TORONTO -- Archeologists have mapped the ancient Mongolian capital city of Karakorum in detail for the first time using geophysics, allowing them to reveal the layout, organization and size of the extensive settlement.
The study, and featured in the February 2022 edition of the journal Antiquity, details efforts to uncover the breadth of the city, first founded on the Mongolian plateau in the 13th century by the son and successor of Genghis Khan, Ogodei.
The city fell into disuse by the early 15th century and was rediscovered in 1889.
An eyewitness account cited by the study and written in 1254 by Franciscan friar William Rubruck, an envoy of King Louis IX of France, describes an enclosed city with four gates and home to Chinese artisans, Muslim merchants and captives across the vast Mongol empire.
Ogodei and his successor Mongke Khan would stay in the city twice a year for an extended period, the study says.
Ogodei encouraged the Mongol empire’s elite to build houses near his palace and the city was the destination for numerous foreign legations and long-distance traders. It was also the home of forcibly relocated craftspeople and prisoners of war.
After the dissolution and splicing of the Mongol empire in 1260 into the Yuan Empire, Ilkhanate, Chaghatayid Khanate and Golden Horde, Khubilai Khan established the capital of the Yuan Empire at Dadu, modern day Beijing.
Karakorum retained its importance, however, as the administrative centre of the region north of the Gobi Desert.
When the Yuan Empire fell in 1368, the city became the destination and seat of fugitive members of the Yuan Dynasty, but began falling into dereliction at the beginning of the 15th century, the study says.
A Buddhist monastery known as Erdene Zuu was built in 1586 on the ruins of the walled palace area.
It was rediscovered by explorer and archeology Nikolai Yadrintsev in 1889, and further expeditions in 1891 produced the first map of the area, though the study notes it is basic.
Subsequent expeditions by German, Russian, Mongolian and Japanese teams have limited their mapping efforts to the walled areas and buildings in front of Karakorum’s eastern gate, despite aerial photographs from the 1970s clearly showing the settlement extended far beyond that.
The plateau where Karakorum was built was often considered a pastoral ecozone home to nomads, the study says, but the area is rich in monuments, permanent structures, fortifications, monasteries and large cities that have remained untouched since they were abandoned.
This makes the area ideal for remote sensing. Without having to dig, archeologists mapped the road layout and neighbourhoods of the city using magnetic and topographical data with aerial photographs, pedestrian survey and historical sources, revealing the city was larger than previously expected.
By using a motorized measurement device that allowed the recording of magnetic and topographic data at high resolution simultaneously, known as “SQUID†or Superconducting Quantum Interference Device sensor array, researchers combed over 465 hectares in 52 days during two campaigns in 2016 and 2017.
Because of the complexity of the SQUID sensors, the study says, the calculation of how deep objects lie and 3D modelling of their shape is possible. However due to the high density of magnetic signatures – especially within the city centre – thousands of “hits†needs to be calculated and classified.
The new map created from the study confirms the researchers’ hypothesis that the city stretched far beyond the areas documented since the 1930s, with archeologists documenting 259 sites that cover several time periods. More than 200 of those sites are denoted by artefacts, 61 per cent of which dated to the Mongol period.
The study also revealed for the first time distinct zoning within Karakorum, with the south and west sides of the city being dominated by compounds of various sizes with coloured, glazed roof tiles and granite column bases, which researchers posit were for elite members of the empire, administration and ritual activities.
By combining older data with modern satellite images and their own measurements, archeologists were able to trace the main road from the eastern gate of Karakorum for approximately three kilometres.
The roads were noted in Rubruck’s eyewitness account from 1254. Both sides of the road were lined by buildings over long stretches, and a second road was found that possibly served the palace district, which eventually merged with the original eastern gate road and lead towards China.
Two paths from the western gate end at an ancient tributary of the Orkhon River, and because no structures for water supply have been discovered, it is thought that water from the river was carted into Karakorum in storage vessels or leather bags, the study says.
Researchers note that the 13th-century observations of Rubruck informed later historians and archeologists alike, however it was highly Eurocentric which did not do the city justice, the study says.
The combination of large-scale and high-resolution surveys in the study reveals that the city had no clear limits, with built areas becoming less dense with distance from its centre.
The different types of buildings visible in the high-resolution map allowed researchers to posit for the first time that there was a division of the city into different neighbourhoods and by using the new map of the city, archeologists and historians can hypothesize about the significance of the various access roads, giving more context into what daily life was like.
This large-scale, systematic exploration of the city will allow researchers to adjust their expectations about Mongolian steppe urbanism, and provides a basis for further archeological excavations and non-destructive surveys.
Correction:
This story has been updated to include a correct reference to King Louis IX.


Problem to work on:
If a line in the listing below contains the word "hollow", count it, then please give only the number of such lines.

Supplied data:

Segment Open

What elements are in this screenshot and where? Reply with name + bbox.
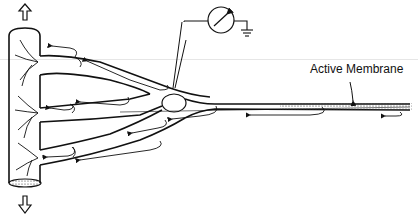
hollow-up-arrow-icon	[19, 4, 31, 20]
active-membrane-region	[280, 103, 412, 110]
ground-icon	[234, 21, 253, 36]
cylinder-cross-section	[9, 179, 41, 187]
neuron-diagram	[0, 0, 418, 218]
inner-branches	[15, 40, 38, 176]
voltmeter-icon	[208, 7, 234, 33]
soma-recording-site	[162, 94, 186, 112]
microelectrode	[173, 21, 208, 88]
dendritic-cylinder	[9, 28, 40, 183]
active-membrane-pointer	[350, 82, 353, 101]
hollow-down-arrow-icon	[19, 196, 31, 213]
active-membrane-label: Active Membrane	[310, 62, 403, 76]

Segment Closed

Written answer:
2